As pressure builds and owners eye bottom line, they want to limit their enforcement role
By DIANNE SOLÍS / The Dallas Morning News
As employers face increasing pressure from states and in the courts to more closely police Social Security numbers of undocumented workers, some in Texas say that's not their job and that such action could hammer the economy. Ed Cox, owner of Metro Blinds & Shades in Haltom City, says it is difficult to find U.S. workers to fill his low-tech jobs.
"What if some of my best guys turn out to be illegal?" said Lisa Galvan, who runs five Luna de Noche restaurants in the Dallas area and employs 200 workers. "It is scary."
Between 8 percent and 9 percent of the Texas workforce is estimated to be in the country illegally, according to an analysis of 2005 U.S. Census data by the nonpartisan Pew Hispanic Center done for The Dallas Morning News. That's nearly twice the national average of about 5 percent.
So a crackdown on employers in Texas – in agriculture and construction in particular, where the percentage of workers is higher – could have a major impact, some analysts and employers say.
According to the state comptroller's office, illegal immigration drained hundreds of millions from local governments in fiscal year 2005 but provided a boost of nearly $17.7 billion to the state. Many critics say that employers have had a free ride for far too long – exploiting illegal workers with low pay, few benefits and, in some cases, even wage theft.
Ed Cox, who employs 125 workers at his blinds and shades factory in Haltom City, said, "It is horrible timing. It wouldn't take very much to throw us into a recession, and this issue would do it.
Voluntary checks - Employers don't have to verify Social Security numbers against the government database. They merely have to check that a prospective employee has a number. Led by Homeland Security chief Michael Chertoff, the federal government is pushing hard to get employers to voluntarily check the nine-digit numbers via a database known as E-Verify. He also wants employers to take action when they are notified that numbers do not match.
Nationwide, nearly 46,000 employers, including nearly 2,300 in Texas, have volunteered for E-Verify. But that's still only a fraction of the 7 million to 8 million employers in the country for a program launched in 1997.
Employers contend that the database is error-prone and that a hasty dismissal of an employee based on a bad number could result in a discrimination charge.
They say they don't want to be immigration cops. They said that in 1986, too, when a sweeping overhaul of U.S. immigration laws made it illegal to knowingly hire someone without proper immigration status. Across the country, employers were forced to check work documents, and a brazen black market in fake Social Security numbers and other documents broke loose – in cities as diverse as Dallas and Nashville, Tenn., Los Angeles and New York.
- In California, a court must rule on whether virtually all the nation's businesses need to respond within 90 days of receipt of a letter from the Social Security Administration on numbers and names that don't match their database. A decision is expected by March 24.
- In Arizona, a federal judge must decide whether to let stand a new law that would suspend or yank the business license of an employer caught hiring an illegal immigrant. The new law requires bosses to verify Social Security numbers in a federal database.
Other states – including Arkansas, Oklahoma, Tennessee, Colorado and West Virginia – have approved similar measures.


_Work item_. Report, as a number alone, how many lines below contain the string "pixels".

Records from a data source

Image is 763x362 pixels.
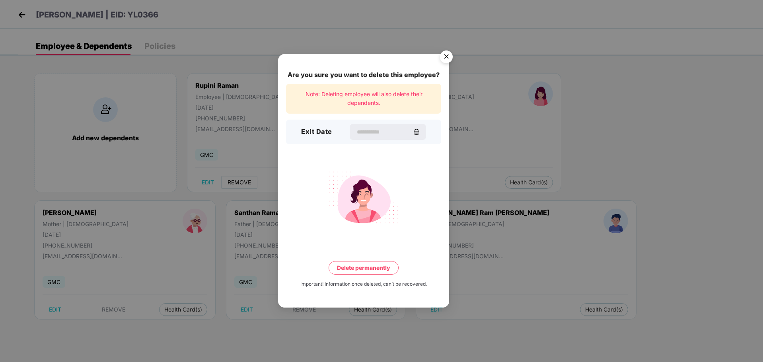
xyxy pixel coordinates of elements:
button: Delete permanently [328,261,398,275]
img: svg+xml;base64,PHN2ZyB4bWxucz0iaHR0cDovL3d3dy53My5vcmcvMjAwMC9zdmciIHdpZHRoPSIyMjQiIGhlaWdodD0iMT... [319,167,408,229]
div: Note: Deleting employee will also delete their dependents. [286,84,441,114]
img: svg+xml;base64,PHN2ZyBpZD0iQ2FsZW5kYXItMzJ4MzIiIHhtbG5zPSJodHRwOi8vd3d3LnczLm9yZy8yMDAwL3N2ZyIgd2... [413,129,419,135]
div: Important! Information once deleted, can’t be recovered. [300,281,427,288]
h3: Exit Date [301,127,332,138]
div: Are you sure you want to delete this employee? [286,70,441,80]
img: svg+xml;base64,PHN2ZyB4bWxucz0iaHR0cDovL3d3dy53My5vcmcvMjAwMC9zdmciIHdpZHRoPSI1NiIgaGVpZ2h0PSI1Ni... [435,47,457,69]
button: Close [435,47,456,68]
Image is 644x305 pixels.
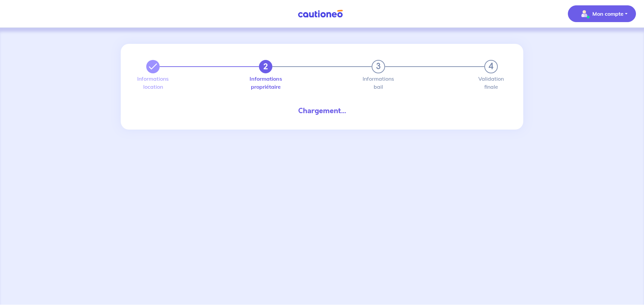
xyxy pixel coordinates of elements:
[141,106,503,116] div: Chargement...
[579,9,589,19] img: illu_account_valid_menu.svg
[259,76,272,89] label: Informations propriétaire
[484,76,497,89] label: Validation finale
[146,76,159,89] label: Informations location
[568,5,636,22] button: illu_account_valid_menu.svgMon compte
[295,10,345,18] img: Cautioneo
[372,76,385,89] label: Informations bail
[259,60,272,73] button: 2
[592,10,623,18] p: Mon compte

_Written answer_. 2